Today was a fun day, performing at the historic Shrine Auditorium in downtown Los Angeles! It was…ummm…how shall I put this? Perhaps THE most bizarre gig I’ve ever played (and I’ve played a LOT of bizarre gigs).
The event was the annual “Harold” awards, an awards show named after silent film star Harold Lloyd, who was a Shriner. Staci Wilson (Don Wilson’s daughter, who made the excellent “Stars on Guitars” documentary about the Ventures) was there to receive an award, and Ventures-pal Jeff “Skunk” Baxter was there to receive an award as well, so our Ventures tribute band “Venturesmania” were asked to play four songs as part of the awards show. All that seems pretty great, yes? And it was great. But it was also weird as hell!
I wasn’t involved in this show other than just showing up to play a few songs, so all I could do was observe. The auditorium holds 6,300 people, but the audience for this event was about 40 or 50 people total, so…it was a bit “low-key.” They didn’t have access to the main PA system, so a small portable PA system was set up at the front of the stage pointed at the 40 people in the audience. Venturesmania played strictly old-school style, no microphones on the amps, no microphones on the drums, and no vocal microphone to talk through!
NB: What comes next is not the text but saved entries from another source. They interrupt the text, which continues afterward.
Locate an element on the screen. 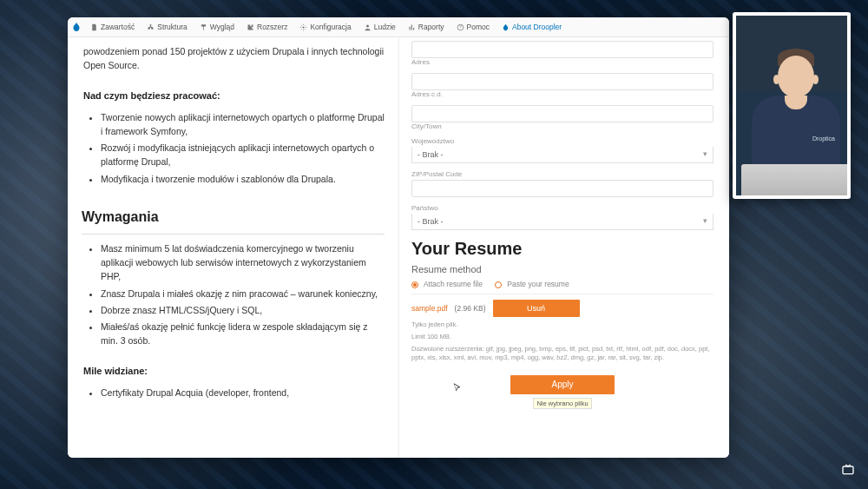 Image resolution: width=868 pixels, height=489 pixels. country-select: - Brak - is located at coordinates (562, 222).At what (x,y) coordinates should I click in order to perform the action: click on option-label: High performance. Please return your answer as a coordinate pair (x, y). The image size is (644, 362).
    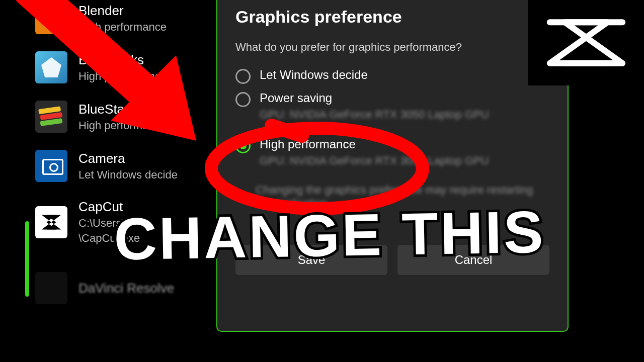
    Looking at the image, I should click on (374, 144).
It was kind of great, just the way an instrumental band from the early 1960s would have done it.
Then there was the show itself. Besides the aforementioned guests, the show also featured a black superhero named “Dangerman,” a dog act, a clown, a Shriner dressed as Colonel Sanders with a KFC chicken bucket as his fez, a pair of young white rappers who did a rap about silent movie stars of the 1920s, Gallagher’s daughter doing a tribute to her dad (who smashed a watermelon with a mallet to close the show). There was another band with some cats I know who brought everybody on and off the stage…also playing the giant auditorium with no mics on anything. There was a guy who performed a few songs on his acoustic guitar, playing along to karaoke backing tracks on his karaoke machine. The whole thing was quite bizarre!
The best thing about the show is that because it was a Shriners event, there was no security anywhere. We had the run of the place! I spent the time we weren’t playing exploring every corner of this historic venue, and nobody hassled me. It was great.
The Shrine auditorium opened in 1926, and has been the site of some of Los Angeles’s most historic events. The original 1933 King Kong movie shot the scene where Kong breaks free from his chains in a theater here.
Elvis Presley played his first Los Angeles show here in 1956. The Shrine has also had just about every performer you can think of grace its stage over the years, including Sam Cooke and the Soul Stirrers, Ray Charles, Jimi Hendrix, Sammy Davis Jr., Frank Sinatra, Aretha Franklin, the Grateful Dead, the Mothers of Invention, all the way up to modern stars like Jack White. Of all the historic stages in Los Angeles, the stage at the Shrine might be the stage with the greatest number of legendary music stars to have performed here.
The Academy Awards were hosted at the Shrine for decades, as well as the Grammy Awards, the Emmy Awards, the MTV Music awards, and a bunch of others. The 1984 Pepsi commercial where Michael Jackson caught his hair on fire was shot on stage at the Shrine Auditorium. There’s a lot of history here. It hurts your head to realize the amount of history at this place.
I feel like I got to explore every little nook and cranny of this historic Auditorium, and play a very weird gig and have some fun hanging out with the guys from Venturesmania.
In the future, when people ask me about the weirdest gig I ever played, I’ll remember this day. Clown—check. Colonel Sanders Shriner—check. Black superhero named Dangerman—check. Dog act—check. White kids rapping about silent movies—check. Jeff “Skunk” Baxter of the Doobie Brothers—check. Gallagher’s daughter destroying a watermelon in her dad’s honor—check. Venturesmania hauling a bunch of Fender Showman amplifiers in and blasting with no microphones in an auditorium that holds 6,300 people—check. A weird day, but it was fun!